The effect of natural produce gone wrong,
of monstrous apples and rotting grapes the size of eye-balls in a marshy,
clayey land, where footprints get smudged in without remorse, is like the call
of the Sirens. The sense of plenteousness and decay, of plentous decay,
therefore, has an odour like a rotting carcass, which throws us off and pulls
us in. Then the image of moving down the clayey slope to approach a shallow
trough where dozens have left their seeds to grow, seeds the size of mango
pits, but more elegantly shaped and faintly purple in hue, breathes in some
measure of normalcy because of the industry involved. I’m doing something, you
say to yourself, not merely ambling by the roots of mammoth trees, which are
dirty and covered with cobwebs, where piles of grapes dandle on the clay, and
just walking, just surveying these fruits, and getting caught up in its orbit.
The seeds, they feel waxy, and look
accordingly shiny, as if the pulp has very recently been peeled away from them.
Holding one in your hand, watching the scores of others laying on the ground,
defying efforts to be buried, makes you want to dump it and run away. Never
return to this clayey place, where the ground holds on to your feet, where fruitfulness
has decayed, where nothing new grows. But still, you make a hole like one a rat
would’ve made, and push the seed in, trying to cover it up with the excess
clay. Before leaving the place, however, you submerge the land in water, such
that the holes are filled and the seeds push up and bob up and down.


■ ASSIGNMENT
From the records below, copy every line that contains the word "TEMPLATE".

Figure record listings
● ● ●

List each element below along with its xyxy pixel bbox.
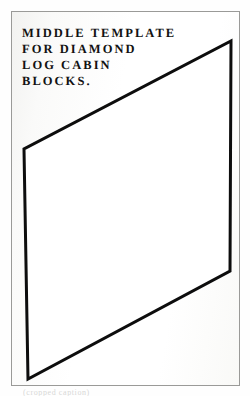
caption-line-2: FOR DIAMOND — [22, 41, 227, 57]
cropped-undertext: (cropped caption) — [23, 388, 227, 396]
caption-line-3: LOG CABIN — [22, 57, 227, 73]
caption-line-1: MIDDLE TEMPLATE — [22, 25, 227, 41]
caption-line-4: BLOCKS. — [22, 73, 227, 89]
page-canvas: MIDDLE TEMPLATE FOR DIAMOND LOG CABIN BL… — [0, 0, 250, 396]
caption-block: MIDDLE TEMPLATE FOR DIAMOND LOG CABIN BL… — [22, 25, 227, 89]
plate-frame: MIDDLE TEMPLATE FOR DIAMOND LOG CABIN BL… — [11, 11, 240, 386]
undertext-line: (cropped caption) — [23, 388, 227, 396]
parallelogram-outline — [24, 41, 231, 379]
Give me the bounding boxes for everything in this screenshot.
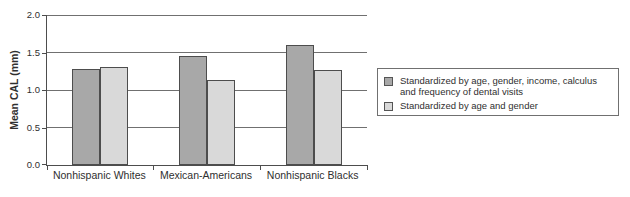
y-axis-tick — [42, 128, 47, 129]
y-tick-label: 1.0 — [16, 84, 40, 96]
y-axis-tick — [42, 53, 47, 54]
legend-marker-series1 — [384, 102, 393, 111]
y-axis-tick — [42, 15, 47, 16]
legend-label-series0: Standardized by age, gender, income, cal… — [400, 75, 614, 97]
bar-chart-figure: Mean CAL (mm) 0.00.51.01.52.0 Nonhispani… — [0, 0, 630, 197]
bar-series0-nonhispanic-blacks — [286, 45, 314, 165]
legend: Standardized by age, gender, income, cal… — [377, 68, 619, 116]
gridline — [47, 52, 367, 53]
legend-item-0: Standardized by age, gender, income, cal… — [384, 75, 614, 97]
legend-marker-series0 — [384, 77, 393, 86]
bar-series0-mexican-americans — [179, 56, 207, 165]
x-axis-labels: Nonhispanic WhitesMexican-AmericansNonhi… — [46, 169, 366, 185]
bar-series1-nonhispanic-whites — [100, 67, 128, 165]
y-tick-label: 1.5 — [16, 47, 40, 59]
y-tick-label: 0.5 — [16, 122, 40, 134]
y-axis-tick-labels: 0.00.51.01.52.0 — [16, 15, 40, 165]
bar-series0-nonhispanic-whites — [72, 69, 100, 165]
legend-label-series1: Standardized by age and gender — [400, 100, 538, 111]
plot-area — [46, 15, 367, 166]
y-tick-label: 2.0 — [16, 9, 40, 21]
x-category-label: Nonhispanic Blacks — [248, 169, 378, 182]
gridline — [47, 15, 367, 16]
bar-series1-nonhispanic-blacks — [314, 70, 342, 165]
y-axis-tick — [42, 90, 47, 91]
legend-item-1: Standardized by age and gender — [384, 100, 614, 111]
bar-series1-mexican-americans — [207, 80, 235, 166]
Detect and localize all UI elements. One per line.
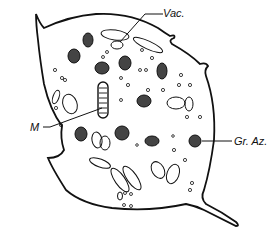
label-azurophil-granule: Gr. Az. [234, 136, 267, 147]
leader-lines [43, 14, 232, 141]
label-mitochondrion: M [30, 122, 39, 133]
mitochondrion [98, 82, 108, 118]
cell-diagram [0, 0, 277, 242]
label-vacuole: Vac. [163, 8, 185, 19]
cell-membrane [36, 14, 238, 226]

● ● ●

■ REPLY
caption-line-1: MIDDLE TEMPLATE — [22, 25, 227, 41]
page-canvas: MIDDLE TEMPLATE FOR DIAMOND LOG CABIN BL… — [0, 0, 250, 396]
caption-block: MIDDLE TEMPLATE FOR DIAMOND LOG CABIN BL… — [22, 25, 227, 89]
plate-frame: MIDDLE TEMPLATE FOR DIAMOND LOG CABIN BL… — [11, 11, 240, 386]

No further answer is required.